It took exactly eight days of fatherhood for my first parental failure.

It arrived in the form of a box weighing 16 pounds packed with Ziploc freezer bags of breast milk pumped by Samantha, our surrogate, which she had shipped from California to our home in New York City. Despite my incessant refreshing of FedEx’s webpage to track the box’s every move, it somehow ended up sitting in my building’s package room for hours. When I opened the door to the room, the sticky smell of milk, familiar but heavier, wafted through the air.

My husband, Chris, and I did not expect Samantha to pump for us. But in the hospital on the day she gave birth to our daughter, Emma, she told us she wanted to give Emma a “head start.” The offer felt like another miraculous gift. Samantha pumped the first milk, known as colostrum, or, as the parenting books called it for its many health benefits, “liquid gold.”

So, like any new father with plans to overachieve, I treated the logistics of shipping breast milk as my first major test of parenthood. I researched the quantity of dry ice needed to keep the breast milk frozen (no one seemed sure), found a store close to Samantha that sold 10-pound blocks for $1.29 per pound, and opened a FedEx account so she could easily ship from any location. I also shared with Samantha the results of my Google research — that it was best not to fill the bags to capacity since the milk would expand as it froze. In a short time, I became a breast milk shipping and preservation specialist.

Despite the careful planning, everything went wrong. As I picked up the soggy box, its bottom ripped, and bags of breast milk landed on the floor. Smoke from the melting dry ice danced around me, a cosmic force laughing at my ineptitude. I made two frantic trips up the stairs, each time carrying armfuls of bags with leaking breast milk pressed against my chest like some kind of breast milk Santa Claus.

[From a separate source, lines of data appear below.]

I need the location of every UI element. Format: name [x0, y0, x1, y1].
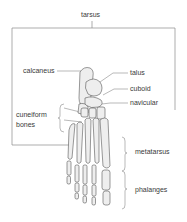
metatarsal-bone	[77, 122, 83, 164]
cuneiform-bone	[81, 108, 88, 117]
label-navicular: navicular	[130, 99, 158, 107]
phalanx-bone	[92, 185, 96, 196]
phalanx-bone	[67, 176, 71, 184]
navicular-leader	[102, 103, 128, 104]
cuneiform-bone	[89, 108, 96, 118]
metatarsal-bone	[68, 124, 75, 160]
label-metatarsus: metatarsus	[135, 148, 170, 156]
label-talus: talus	[130, 69, 145, 77]
foot-bones	[67, 68, 110, 206]
phalanx-bone	[103, 191, 110, 205]
label-calcaneus: calcaneus	[23, 67, 55, 75]
metatarsal-bone	[85, 118, 91, 164]
talus-bone	[85, 79, 102, 96]
phalanx-bone	[83, 196, 87, 203]
cuboid-leader	[103, 89, 128, 95]
label-tarsus: tarsus	[81, 11, 100, 19]
label-cuneiform-line1: cuneiform	[16, 111, 47, 119]
phalanx-bone	[75, 193, 79, 199]
metatarsal-bone	[100, 118, 110, 168]
phalanx-bone	[92, 197, 96, 205]
phalanx-bone	[75, 165, 79, 182]
phalanx-bone	[75, 183, 79, 192]
label-cuneiform-line2: bones	[16, 121, 35, 129]
talus-leader	[100, 73, 128, 82]
cuneiform-bracket	[58, 104, 64, 132]
metatarsus-bracket	[122, 137, 127, 171]
label-cuboid: cuboid	[130, 85, 151, 93]
phalanx-bone	[83, 185, 87, 195]
cuneiform-bone	[97, 107, 105, 119]
phalanx-bone	[92, 165, 96, 184]
label-phalanges: phalanges	[135, 186, 167, 194]
phalanx-bone	[83, 165, 87, 184]
phalanx-bone	[67, 161, 71, 175]
phalanx-bone	[102, 170, 110, 190]
phalanges-bracket	[122, 171, 127, 209]
metatarsal-bone	[93, 118, 99, 164]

In our apartment, I placed the bags into bowls filled with ice. Then, naturally, I Googled whether it was safe to re-freeze defrosted breast milk. The search produced horror stories of freezer doors not being closed all the way and warnings about bacteria from re-freezing milk. I called our pediatrician’s office knowing what the doctor’s advice would be. I turned on the faucet in my kitchen sink, opened up the bags of breast milk, and emptied one bag after another into the drain. It felt like an act of parental vandalism.

This was not supposed to happen. We had done our homework. For months prior to Emma’s birth, Chris carried a paperback copy of Dr. Spock’s The First Two Years with him everywhere he went. I had consulted the parenting blogs and downloaded all the apps that would place the secrets of the parenting universe into the palm of my hand. But none of the usual sources of parental wisdom or preparation prepare you to inevitably, and spectacularly, fail.

Looking back, it was good to get the first of many failures out of the way so soon in such a memorable fashion. Whenever I feel the wave of parental doubt begin to wash over me, I think about how Samantha, a California native and mother of a daughter herself, reacted to the news of the spilled milk.

Don’t sweat it, she texted. I’ve got plenty more.

— Brad Snyder

Brad Snyder is an essayist and humor writer when he’s not at work at his day job as a nonprofit grant writer and fundraiser. Recent or forthcoming publications featuring his humor work include Points in Case, WryTimes and Frazzled. He also expects to be pursuing an MFA in Creative Nonfiction Writing (provided a program will have him).